METASPLOIT - Windows 7 - Bypassing DNS by HOSTS file injection



WINDOWS 7 - BYPASSING DNS BY HOSTS FILE INJECTION


- Layout for this exercise:




The hosts file is a plain text file used by an operating systems to map hostnames and IP addresses.


- In this practice we'll se how to inject a crafted hosts file into the victim machine, so that
the well known URL www.google.com is redirected to the attacker's website.

- This is a case of the so called phishing, where a trustworthy website is masqueraded by a fake website.


- One of the keys for this attack to be successful is the name resolution order performed by Windows systems. First, the Windows 7 looks up into the hosts file entries.
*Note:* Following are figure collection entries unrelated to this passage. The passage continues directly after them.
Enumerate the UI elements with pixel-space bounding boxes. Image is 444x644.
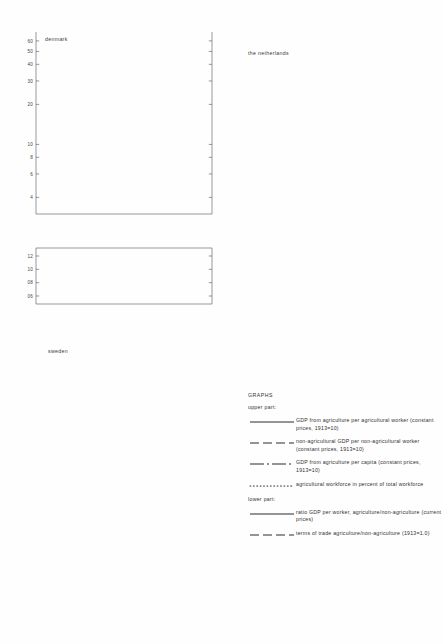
legend-entry-nonagri-gdp-worker: non-agricultural GDP per non-agricultura… <box>248 438 444 453</box>
legend-entry-label: terms of trade agriculture/non-agricultu… <box>296 530 430 538</box>
y-axis-label: 10 <box>27 142 33 147</box>
line-key-dotted-icon <box>248 482 296 490</box>
y-axis-label: 6 <box>30 172 33 177</box>
legend-upper-part-label: upper part: <box>248 404 444 410</box>
legend-entry-gdp-agri-capita: GDP from agriculture per capita (constan… <box>248 459 444 474</box>
legend-entry-label: non-agricultural GDP per non-agricultura… <box>296 438 444 453</box>
plot-denmark: 60504030201086412100806 <box>0 22 222 314</box>
legend-heading: GRAPHS <box>248 392 444 398</box>
line-key-dashed-icon <box>248 531 296 539</box>
line-key-dashed-icon <box>248 439 296 447</box>
legend-entry-terms-of-trade: terms of trade agriculture/non-agricultu… <box>248 530 444 539</box>
y-axis-label: 4 <box>30 195 33 200</box>
legend-entry-label: GDP from agriculture per capita (constan… <box>296 459 444 474</box>
chart-denmark: denmark 60504030201086412100806 <box>0 22 222 314</box>
legend-entry-ratio-gdp-per-worker: ratio GDP per worker, agriculture/non-ag… <box>248 509 444 524</box>
line-key-solid-icon <box>248 510 296 518</box>
y-axis-label: 30 <box>27 79 33 84</box>
chart-title-netherlands: the netherlands <box>248 50 289 56</box>
chart-title-denmark: denmark <box>45 36 68 42</box>
line-key-solid-icon <box>248 418 296 426</box>
plot-netherlands <box>222 22 444 314</box>
figure-page: denmark 60504030201086412100806 the neth… <box>0 0 444 644</box>
legend-entry-label: agricultural workforce in percent of tot… <box>296 481 423 489</box>
chart-sweden: sweden <box>0 330 222 622</box>
line-key-dashdot-icon <box>248 460 296 468</box>
y-axis-label: 10 <box>27 267 33 272</box>
legend: GRAPHS upper part: GDP from agriculture … <box>248 392 444 545</box>
y-axis-label: 08 <box>27 280 33 285</box>
y-axis-label: 50 <box>27 49 33 54</box>
legend-lower-part-label: lower part: <box>248 496 444 502</box>
chart-title-sweden: sweden <box>48 348 68 354</box>
legend-entry-label: ratio GDP per worker, agriculture/non-ag… <box>296 509 444 524</box>
y-axis-label: 40 <box>27 62 33 67</box>
plot-sweden <box>0 330 222 622</box>
legend-entry-label: GDP from agriculture per agricultural wo… <box>296 417 444 432</box>
y-axis-label: 06 <box>27 294 33 299</box>
legend-entry-gdp-agri-worker: GDP from agriculture per agricultural wo… <box>248 417 444 432</box>
y-axis-label: 12 <box>27 254 33 259</box>
legend-entry-agri-workforce-percent: agricultural workforce in percent of tot… <box>248 481 444 490</box>
chart-netherlands: the netherlands <box>222 22 444 314</box>
y-axis-label: 20 <box>27 102 33 107</box>
y-axis-label: 8 <box>30 155 33 160</box>
y-axis-label: 60 <box>27 39 33 44</box>
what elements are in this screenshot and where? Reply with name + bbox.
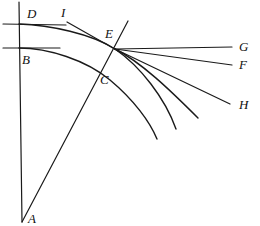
figure-canvas (0, 0, 260, 226)
ray-E-to-G (115, 47, 232, 49)
curve-D-to-E-extended (19, 24, 176, 129)
geometry-figure: ABCDEFGHI (0, 0, 260, 226)
point-label-c: C (100, 73, 109, 86)
point-label-h: H (239, 98, 248, 111)
segments-group (3, 2, 232, 222)
point-label-f: F (239, 58, 247, 71)
point-label-d: D (27, 7, 36, 20)
vertical-axis (19, 2, 22, 222)
point-label-b: B (22, 53, 30, 66)
point-label-a: A (28, 212, 36, 225)
point-label-g: G (239, 40, 248, 53)
point-label-i: I (61, 6, 65, 19)
point-label-e: E (105, 27, 113, 40)
line-A-through-E (22, 21, 128, 222)
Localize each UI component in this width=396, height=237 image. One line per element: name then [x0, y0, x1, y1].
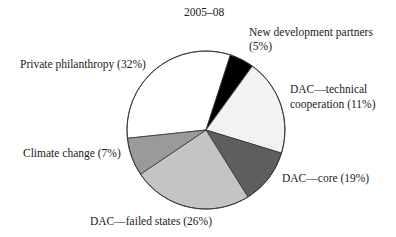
- label-dac-core: DAC—core (19%): [282, 171, 369, 186]
- label-new-development-partners: New development partners: [249, 25, 373, 40]
- label-new-development-partners-pct: (5%): [249, 39, 272, 54]
- chart-title: 2005–08: [184, 5, 224, 20]
- pie-chart: 2005–08 New development partners (5%) Pr…: [0, 0, 396, 237]
- label-climate-change: Climate change (7%): [23, 146, 121, 161]
- label-dac-technical-pct: cooperation (11%): [290, 97, 375, 112]
- label-dac-technical: DAC—technical: [290, 82, 367, 97]
- label-dac-failed-states: DAC—failed states (26%): [90, 214, 212, 229]
- label-private-philanthropy: Private philanthropy (32%): [20, 57, 146, 72]
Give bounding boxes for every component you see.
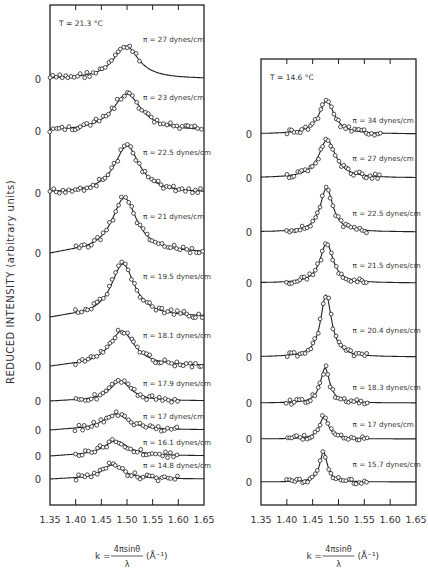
data-point xyxy=(311,341,315,345)
data-point xyxy=(318,205,322,209)
data-point xyxy=(188,251,192,255)
data-point xyxy=(159,183,163,187)
series-trace: 0π = 15.7 dynes/cm xyxy=(246,450,421,488)
data-point xyxy=(104,466,108,470)
data-point xyxy=(334,265,338,269)
data-point xyxy=(141,475,145,479)
data-point xyxy=(148,301,152,305)
data-point xyxy=(90,425,94,429)
data-point xyxy=(151,425,155,429)
data-point xyxy=(127,201,131,205)
data-point xyxy=(316,428,320,432)
data-point xyxy=(315,469,319,473)
data-point xyxy=(160,306,164,310)
data-point xyxy=(163,358,167,362)
data-point xyxy=(135,100,139,104)
data-point xyxy=(362,128,366,132)
pressure-label: π = 15.7 dynes/cm xyxy=(353,460,421,469)
data-point xyxy=(121,467,125,471)
series-trace: 0π = 14.8 dynes/cm xyxy=(35,461,211,485)
data-point xyxy=(163,475,167,479)
data-point xyxy=(110,166,114,170)
data-point xyxy=(292,174,296,178)
data-point xyxy=(129,145,133,149)
data-point xyxy=(347,125,351,129)
data-point xyxy=(157,395,161,399)
data-point xyxy=(123,379,127,383)
data-point xyxy=(105,228,109,232)
x-tick-label: 1.60 xyxy=(168,514,189,525)
data-point xyxy=(318,423,322,427)
data-point xyxy=(306,169,310,173)
data-point xyxy=(83,76,87,80)
svg-text:4πsinθ: 4πsinθ xyxy=(114,545,140,554)
data-point xyxy=(106,173,110,177)
data-point xyxy=(85,473,89,477)
data-point xyxy=(48,130,52,134)
data-point xyxy=(116,159,120,163)
zero-label: 0 xyxy=(246,227,252,238)
pressure-label: π = 21 dynes/cm xyxy=(143,212,204,221)
data-point xyxy=(119,195,123,199)
data-point xyxy=(320,103,324,107)
data-point xyxy=(169,246,173,250)
x-axis-label: k =4πsinθλ(Å⁻¹) xyxy=(95,545,168,569)
x-tick-label: 1.50 xyxy=(116,514,137,525)
data-point xyxy=(92,420,96,424)
data-point xyxy=(196,191,200,195)
pressure-label: π = 19.5 dynes/cm xyxy=(143,272,211,281)
data-point xyxy=(112,107,116,111)
data-point xyxy=(97,177,101,181)
panel-2: 1.351.401.451.501.551.601.65T = 14.6 °C0… xyxy=(246,59,427,569)
data-point xyxy=(309,224,313,228)
data-point xyxy=(80,398,84,402)
data-point xyxy=(349,349,353,353)
data-point xyxy=(310,165,314,169)
data-point xyxy=(89,397,93,401)
data-point xyxy=(310,435,314,439)
data-point xyxy=(138,295,142,299)
data-point xyxy=(135,450,139,454)
data-point xyxy=(86,426,90,430)
x-tick-label: 1.65 xyxy=(405,514,426,525)
data-point xyxy=(117,264,121,268)
data-point xyxy=(316,386,320,390)
data-point xyxy=(339,219,343,223)
data-point xyxy=(172,313,176,317)
zero-label: 0 xyxy=(35,188,41,199)
data-point xyxy=(180,124,184,128)
data-point xyxy=(185,248,189,252)
x-tick-label: 1.55 xyxy=(354,514,375,525)
data-point xyxy=(128,44,132,48)
data-point xyxy=(156,479,160,483)
data-point xyxy=(194,316,198,320)
pressure-label: π = 27 dynes/cm xyxy=(143,35,204,44)
data-point xyxy=(178,248,182,252)
data-point xyxy=(130,278,134,282)
temperature-label: T = 21.3 °C xyxy=(58,19,103,28)
data-point xyxy=(95,423,99,427)
x-axis-label: k =4πsinθλ(Å⁻¹) xyxy=(307,545,380,569)
zero-label: 0 xyxy=(35,451,41,462)
data-point xyxy=(318,317,322,321)
pressure-label: π = 20.4 dynes/cm xyxy=(353,326,421,335)
data-point xyxy=(199,187,203,191)
data-point xyxy=(365,480,369,484)
data-point xyxy=(105,292,109,296)
data-point xyxy=(141,395,145,399)
zero-label: 0 xyxy=(35,425,41,436)
data-point xyxy=(321,145,325,149)
data-point xyxy=(124,262,128,266)
data-point xyxy=(327,100,331,104)
data-point xyxy=(196,127,200,131)
data-point xyxy=(331,204,335,208)
data-point xyxy=(314,161,318,165)
data-point xyxy=(95,472,99,476)
data-point xyxy=(113,336,117,340)
data-point xyxy=(110,278,114,282)
data-point xyxy=(326,139,330,143)
data-point xyxy=(149,115,153,119)
data-point xyxy=(180,187,184,191)
data-point xyxy=(101,351,105,355)
data-point xyxy=(131,94,135,98)
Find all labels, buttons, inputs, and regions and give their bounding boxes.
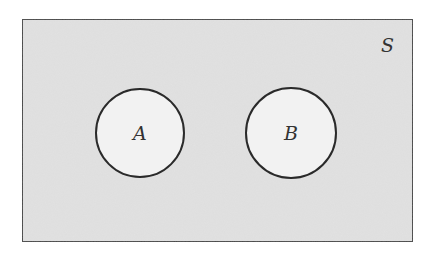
set-a-label: A (131, 122, 147, 144)
set-b: B (246, 88, 336, 178)
set-b-label: B (283, 122, 298, 144)
sample-space-rectangle (22, 19, 413, 242)
sample-space-label: S (381, 34, 394, 56)
venn-diagram: S A B (0, 0, 427, 258)
set-a: A (96, 89, 184, 177)
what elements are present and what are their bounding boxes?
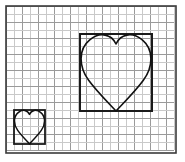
paper-background bbox=[0, 0, 185, 162]
figure-canvas bbox=[0, 0, 185, 162]
heart-enlargement-figure bbox=[0, 0, 185, 162]
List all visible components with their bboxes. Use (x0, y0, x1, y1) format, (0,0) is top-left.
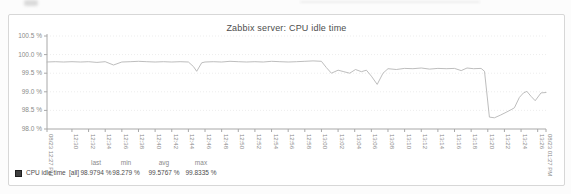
legend-series-label: CPU idle time (26, 169, 66, 176)
chart-legend: CPU idle time [all] last 98.9794 % min 9… (9, 15, 564, 185)
stat-max-header: max (179, 159, 223, 166)
scan-artifact (300, 1, 480, 3)
stat-max-value: 99.8335 % (179, 169, 223, 176)
chart-panel: Zabbix server: CPU idle time 100.5 %100.… (8, 14, 565, 186)
scan-artifact (24, 0, 38, 6)
legend-swatch (15, 170, 22, 177)
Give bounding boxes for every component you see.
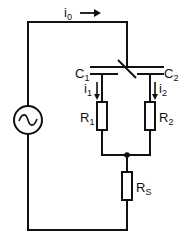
junction-dot (124, 152, 130, 158)
label-r2: R2 (159, 110, 173, 127)
i1-arrowhead (94, 94, 100, 100)
resistor-r1 (97, 102, 107, 130)
label-i2: i2 (159, 81, 167, 98)
i0-arrowhead (94, 9, 101, 17)
resistor-r2 (145, 102, 155, 130)
label-i1: i1 (84, 81, 92, 98)
sine-wave-icon (19, 115, 37, 125)
label-c2: C2 (164, 66, 178, 83)
label-rs: RS (136, 180, 151, 197)
label-r1: R1 (80, 110, 94, 127)
label-c1: C1 (75, 66, 89, 83)
circuit-diagram: i0 C1 C2 i1 i2 R1 R2 RS (0, 0, 189, 241)
wire-top (28, 22, 127, 106)
resistor-rs (122, 172, 132, 200)
i2-arrowhead (152, 94, 158, 100)
wire-merge (102, 130, 150, 155)
wire-bottom (28, 134, 127, 230)
label-i0: i0 (64, 5, 72, 22)
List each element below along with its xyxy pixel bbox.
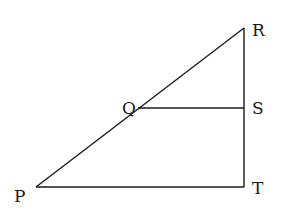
label-P: P xyxy=(14,186,25,206)
geometry-diagram: P Q R S T xyxy=(0,0,289,218)
label-T: T xyxy=(252,178,264,198)
label-S: S xyxy=(252,98,264,118)
label-Q: Q xyxy=(122,98,136,118)
label-R: R xyxy=(252,20,266,40)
Second, Domain Name System (DNS) servers are queried.

- For this reason, if a crafted hosts file is injected into the victim's machine, the victim would not be able to notice that the web destination is actually a fake one.

- Let's start the attack backgrounding the active meterpreter session:






- Now, the post explotaition inject_host exploit is used:





- Options for this exploit:



The domain to be faked:




The attacker's IP:



- The active meterpreter session:



- Now, all required options are fulfilled:
















- The exploit is launched and successfully completed:






- As a result, back into the victim, the hosts file has got now a new entry, pointing www.google.com to the attacker's IP: 


























- On the attacker's side, with the purpose of taking advantage of the attack, a web server is set up on port 80, adding a message of welcome:







- From the victim's machine, when trying to connect to www.google.com, the connection is redirected to the attacker's website:






- Let's notice that this redirection or phising could be done on the victim's site with any trustworthy type of websites, like banks, email services, businesss, ... , and on the attacker's side with a fake website where the victim could introduce valid credentials, potentially being stolen by the attacker.

- It is interesting to check the different way that commands ping and nslookup handle this situation.

- When ping-ing www.google.com, the resolution is between www.google.com and 192.168.1.12:




- On the other hand nslookup is a network administration command-line tool available for querying the Domain Name System (DNS) to obtain domain name or IP address mapping.



- In this way, nslookup only checks for DNS resolution, not paying attention to the hosts file, and resolves www.google.com into the real IP 216.58.216.228:





As said before, hosts file is used before DNS resolution by Windows systems.